Azure Sentinel - An Introduction
- By Yuri Diogenes, Nicholas DiCola, Jonathan Trull
- 3/17/2020
- Architecture
- Adoption considerations
- Enabling Azure Sentinel
- Data ingestion
- Accessing ingested data
Accessing ingested data
After connecting with the data sources that you need, you can start validating the connection flow to ensure the data is being saved in the workspace. To perform this validation, you need to access the workspace from Azure Sentinel and perform some queries using Kusto Query Language (KQL).
A Kusto query is a read-only request to process data and return results. The request is stated in plain text, using a data-flow model designed to make the syntax easy to read, author, and automate. The query uses schema entities that are organized in a hierarchy similar to SQL's databases, tables, and columns.
Follow these steps to access the workspace from Azure Sentinel and perform the validation for Azure Activity Log, which was the first data source that you connected in this chapter:
Open Azure Portal and sign in with a user who has contributor privileges for the workspace in which Azure Sentinel will be enabled as well as contributor privileges for the resource group.
Select the All services option, type Sentinel, and click Azure Sentinel, as shown in Figure 2-21.
FIGURE 2-21 Accessing Azure Sentinel in Azure Portal
Click in the workspace that was created in the “Enabling Azure Sentinel” section, earlier in this chapter, and the Azure Sentinel main dashboard appears.
Under General, click Logs.
On the Logs page, type AzureActivity and click the Run button. You should see all activities that were performed and collected in the last 24 hours (which is the default timeframe). The result should look similar to Figure 2-22.

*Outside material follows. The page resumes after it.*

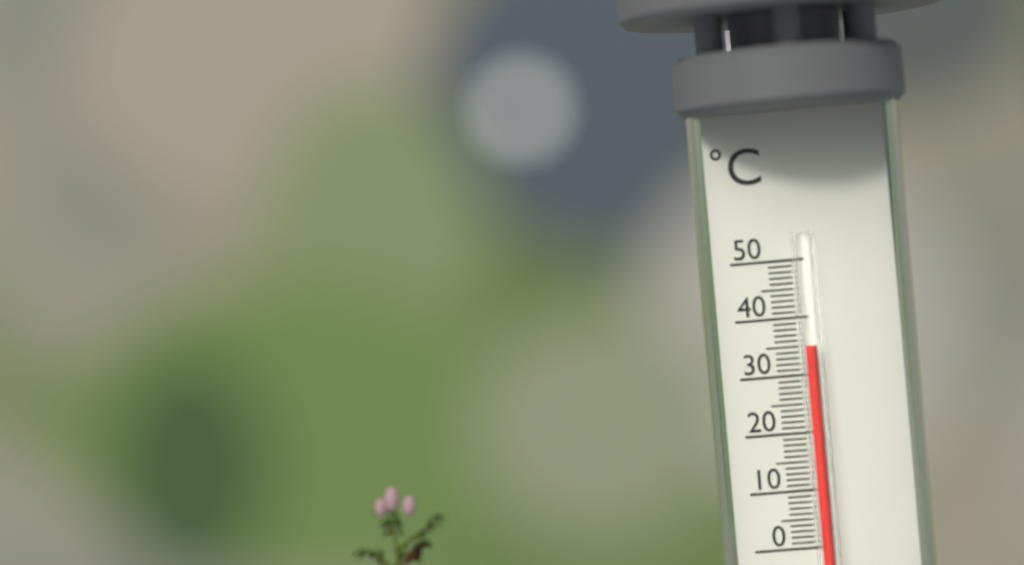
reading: 35 °C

FIGURE 2-22 Azure Sentinel workspace results
As you can see, the logs are flowing, and you can obtain all results with a single query. However, in a real scenario, you want to narrow the results. An easy way to learn KQL while performing queries is to leverage the context-sensitive IntelliSense capability. To do that, write the query and IntelliSense will open a drop-down menu showing the available options, as shown in Figure 2-23.
FIGURE 2-23 Using the context-sensitive IntelliSense capability
To narrow the search to look only for activities that are related to VM creation (which was the task you did in the beginning of this chapter), type the query below and click Run.
AzureActivity | where OperationName contains "Create or Update Virtual Machine"
The results should be similar to Figure 2-24, unless you have done other activities where the operation name refers to the VM creation or an update to the VM.
FIGURE 2-24 Results of a more specific query
To validate the other data sources that were ingested in this chapter, you can use the following sample queries:
Azure Active Directory
Query: SigninLogs
Use this query to visualize all Azure AD sign-in logs.
Query: AuditLogs
Use this query to visualize all Azure AD audit logs.
Azure Active Directory Identity Protection
Query: SecurityAlert | where ProviderName == "IPC"
Azure AD Identity Protection alerts are located under the SecurityAlert table, and the way to identity alerts coming from this provider is by using the keyword “IPC” on the ProviderName field. This query will list all alerts generated by Azure AD Identity Protection.
Azure Security Center
Query: SecurityAlert | where AlertName contains "suspicious"
This query will list all alerts generated by Security Center where the alert name contains the keyword “suspicious”.